The book is a collection of the author’s papers from 1970 to 2010, bringing together a body of research currently scattered across a range of journals, or simply no longer available. It includes her ...first study of Beethoven’s original fingerings, her beginning work with children’s invented notations, close observations and analysis of children in the Laboratory for Making Things, studies of musically gifted children, and the emergent musical development of students in elementary-secondary school and university undergraduate and graduate studies. The observations and research lead to the development of an interactive computer music environment based on and contributing to her pragmatic theory of musical development as a generative process of learning. Unlike other collections, the book is clearly interdisciplinary and strongly practical. It brings together and integrates music theory, research in music perception and music education, performance, cognitive development, artificial intelligence, and procedural composition. Her multi-faceted approach to music theory and music pedagogy is guided throughout by commitment to an understanding and respect for an individual’s natural, creative musical intelligence. This natural competence becomes the formative ground on which to help people of all ages build an ever growing engagement and fascination with the myriad, evolving organic structures of the world’s music.
Fourteenth-century France witnessed the emergence of a new school of lyric, as the so-called formes fixes crystallized and the Ars nova revolutionized musical practice. Charting the emergence of this ...new lyric order from ca. 1300 to ca. 1380, The Art of Grafted Song demonstrates that despite these new departures, the long-established principle of borrowing within French lyric continued to inspire poets and composers. Cutting across disciplinary boundaries, this study traces citation, quotation, allusion, and other kinds of appropriations in fourteenth-century lyrics with and without music to build a more intimate understanding of song at this time and of the shared experience of poetry and music. It argues that citational practice was integral to experiments in form, genre, and style that gave rise to the new tradition. Exploring textual and musical reminiscences enhances our understanding of how poets and composers devised their works and engaged one another and their audiences in formal contests or puys and in informal lyric displays, and casts light on the reception and circulation of individual works. It also provides valuable clues about when, where, and in which milieus the polyphonic chanson and its sister lyric forms emerged and flourished. It reveals that older works often persisted longer in the shared imagination than we tend to suppose; we learn, too, about attitudes to authorship and the importance of memory in this age of literacy. All this enables us to better contextualize the contribution of Guillaume de Machaut, who is traditionally viewed as the great pioneer of lyric composition in this period, shedding light on his compositional process, on what he learned from his predecessors, and how he honed his art in response to his contemporaries.
The African Diaspora presents musical case studies from various regions of the African diaspora, including Africa, the Caribbean, Latin America, North America, and Europe, that engage with broader ...interdisciplinary discussions about race, gender, politics, nationalism, and music. Featured here are jazz, wassoulou music, and popular and traditional musics of the Caribbean and Africa, framed with attention to the reciprocal relationships of the local and the global.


● **Problem requirements**:
Sift the material for lines containing "year", and return them.

● **Available data**:

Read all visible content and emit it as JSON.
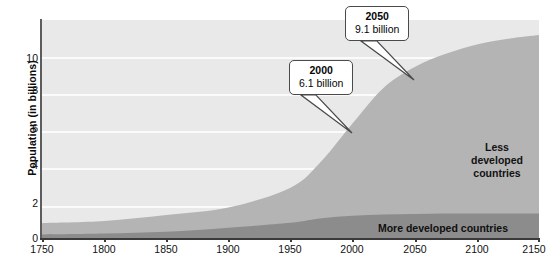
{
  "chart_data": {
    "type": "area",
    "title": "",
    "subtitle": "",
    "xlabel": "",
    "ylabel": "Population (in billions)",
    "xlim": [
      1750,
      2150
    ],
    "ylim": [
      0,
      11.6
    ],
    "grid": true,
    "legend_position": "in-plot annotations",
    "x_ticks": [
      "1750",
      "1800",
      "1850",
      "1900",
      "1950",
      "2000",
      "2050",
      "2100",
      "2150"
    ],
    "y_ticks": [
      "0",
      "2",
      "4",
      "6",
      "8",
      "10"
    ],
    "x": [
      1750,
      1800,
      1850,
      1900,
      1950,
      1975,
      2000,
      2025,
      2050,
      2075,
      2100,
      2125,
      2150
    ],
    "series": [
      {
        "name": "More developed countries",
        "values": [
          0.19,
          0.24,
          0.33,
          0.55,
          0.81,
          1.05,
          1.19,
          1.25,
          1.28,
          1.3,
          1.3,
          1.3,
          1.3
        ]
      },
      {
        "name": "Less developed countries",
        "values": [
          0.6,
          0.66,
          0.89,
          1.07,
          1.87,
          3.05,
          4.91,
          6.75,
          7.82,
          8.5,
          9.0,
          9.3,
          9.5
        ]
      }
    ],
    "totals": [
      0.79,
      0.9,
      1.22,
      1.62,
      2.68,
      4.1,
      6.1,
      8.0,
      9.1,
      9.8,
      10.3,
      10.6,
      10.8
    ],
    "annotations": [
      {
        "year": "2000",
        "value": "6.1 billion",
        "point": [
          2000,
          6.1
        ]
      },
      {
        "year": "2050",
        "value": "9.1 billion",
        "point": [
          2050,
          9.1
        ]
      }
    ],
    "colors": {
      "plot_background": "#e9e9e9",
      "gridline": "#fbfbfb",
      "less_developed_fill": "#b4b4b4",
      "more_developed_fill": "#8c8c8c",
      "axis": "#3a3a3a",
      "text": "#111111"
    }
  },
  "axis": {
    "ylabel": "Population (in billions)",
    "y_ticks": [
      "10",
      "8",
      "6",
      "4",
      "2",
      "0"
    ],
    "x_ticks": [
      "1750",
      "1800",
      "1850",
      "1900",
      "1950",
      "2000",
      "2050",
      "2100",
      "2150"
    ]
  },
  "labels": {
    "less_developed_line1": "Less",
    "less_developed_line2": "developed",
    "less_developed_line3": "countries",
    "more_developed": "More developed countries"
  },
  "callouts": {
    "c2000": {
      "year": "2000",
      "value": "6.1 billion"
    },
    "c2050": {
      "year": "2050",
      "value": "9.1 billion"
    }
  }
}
---
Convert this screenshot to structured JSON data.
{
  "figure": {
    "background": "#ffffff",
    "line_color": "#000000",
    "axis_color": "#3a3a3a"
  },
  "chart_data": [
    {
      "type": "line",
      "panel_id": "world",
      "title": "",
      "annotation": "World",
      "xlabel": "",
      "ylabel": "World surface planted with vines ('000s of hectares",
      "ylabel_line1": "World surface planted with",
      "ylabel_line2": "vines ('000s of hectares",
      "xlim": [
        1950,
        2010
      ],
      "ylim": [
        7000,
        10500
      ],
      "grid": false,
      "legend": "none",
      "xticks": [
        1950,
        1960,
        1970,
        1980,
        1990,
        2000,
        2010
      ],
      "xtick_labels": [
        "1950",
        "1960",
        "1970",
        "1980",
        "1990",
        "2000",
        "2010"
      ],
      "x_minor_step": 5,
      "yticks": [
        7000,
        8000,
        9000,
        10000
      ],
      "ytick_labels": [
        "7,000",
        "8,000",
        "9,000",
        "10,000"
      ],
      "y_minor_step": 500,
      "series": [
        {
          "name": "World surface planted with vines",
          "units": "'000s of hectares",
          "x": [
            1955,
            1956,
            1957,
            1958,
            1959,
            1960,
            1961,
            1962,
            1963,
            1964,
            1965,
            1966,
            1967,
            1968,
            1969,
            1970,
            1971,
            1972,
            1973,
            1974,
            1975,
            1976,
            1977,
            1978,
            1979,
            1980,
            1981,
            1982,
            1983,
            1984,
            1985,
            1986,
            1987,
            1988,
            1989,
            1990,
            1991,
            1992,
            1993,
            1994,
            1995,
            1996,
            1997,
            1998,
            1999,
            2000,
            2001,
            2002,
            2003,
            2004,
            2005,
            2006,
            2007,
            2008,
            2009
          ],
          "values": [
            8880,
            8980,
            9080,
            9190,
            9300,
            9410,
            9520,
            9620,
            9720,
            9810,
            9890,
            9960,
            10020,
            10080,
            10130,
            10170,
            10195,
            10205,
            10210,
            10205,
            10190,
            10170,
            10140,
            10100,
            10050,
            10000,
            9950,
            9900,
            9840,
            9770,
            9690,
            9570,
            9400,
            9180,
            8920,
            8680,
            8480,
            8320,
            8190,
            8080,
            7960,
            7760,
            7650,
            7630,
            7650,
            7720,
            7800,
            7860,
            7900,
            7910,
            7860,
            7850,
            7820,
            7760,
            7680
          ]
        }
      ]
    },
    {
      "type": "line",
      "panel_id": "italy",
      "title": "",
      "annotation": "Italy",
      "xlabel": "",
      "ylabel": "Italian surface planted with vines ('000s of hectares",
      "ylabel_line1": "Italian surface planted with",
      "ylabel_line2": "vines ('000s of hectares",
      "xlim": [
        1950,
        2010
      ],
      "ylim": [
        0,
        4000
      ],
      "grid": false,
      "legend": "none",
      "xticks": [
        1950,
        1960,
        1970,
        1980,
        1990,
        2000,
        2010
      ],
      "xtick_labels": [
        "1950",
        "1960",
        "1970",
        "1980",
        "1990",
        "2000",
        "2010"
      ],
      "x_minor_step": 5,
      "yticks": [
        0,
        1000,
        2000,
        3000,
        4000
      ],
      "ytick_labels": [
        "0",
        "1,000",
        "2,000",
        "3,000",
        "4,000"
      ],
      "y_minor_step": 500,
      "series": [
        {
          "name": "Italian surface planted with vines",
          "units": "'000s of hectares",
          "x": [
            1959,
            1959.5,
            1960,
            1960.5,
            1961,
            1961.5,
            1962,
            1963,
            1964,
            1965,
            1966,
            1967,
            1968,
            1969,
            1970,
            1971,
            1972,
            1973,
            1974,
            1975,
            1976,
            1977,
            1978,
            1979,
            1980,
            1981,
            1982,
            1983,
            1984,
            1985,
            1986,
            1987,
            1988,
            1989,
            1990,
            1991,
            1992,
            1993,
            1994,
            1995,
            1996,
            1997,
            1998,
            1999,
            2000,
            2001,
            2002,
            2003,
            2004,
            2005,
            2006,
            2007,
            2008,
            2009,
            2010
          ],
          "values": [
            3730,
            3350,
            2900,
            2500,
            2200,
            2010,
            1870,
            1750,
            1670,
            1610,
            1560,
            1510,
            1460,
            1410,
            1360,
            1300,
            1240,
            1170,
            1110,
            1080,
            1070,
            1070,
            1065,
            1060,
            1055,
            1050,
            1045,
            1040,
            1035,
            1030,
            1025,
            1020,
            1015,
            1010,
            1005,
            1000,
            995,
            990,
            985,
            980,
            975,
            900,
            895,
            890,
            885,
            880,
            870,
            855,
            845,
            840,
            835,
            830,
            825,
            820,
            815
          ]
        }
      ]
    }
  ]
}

● **Problem solution**:
        "year": "2000",
        "year": "2050",
      "year": "2000",
      "year": "2050",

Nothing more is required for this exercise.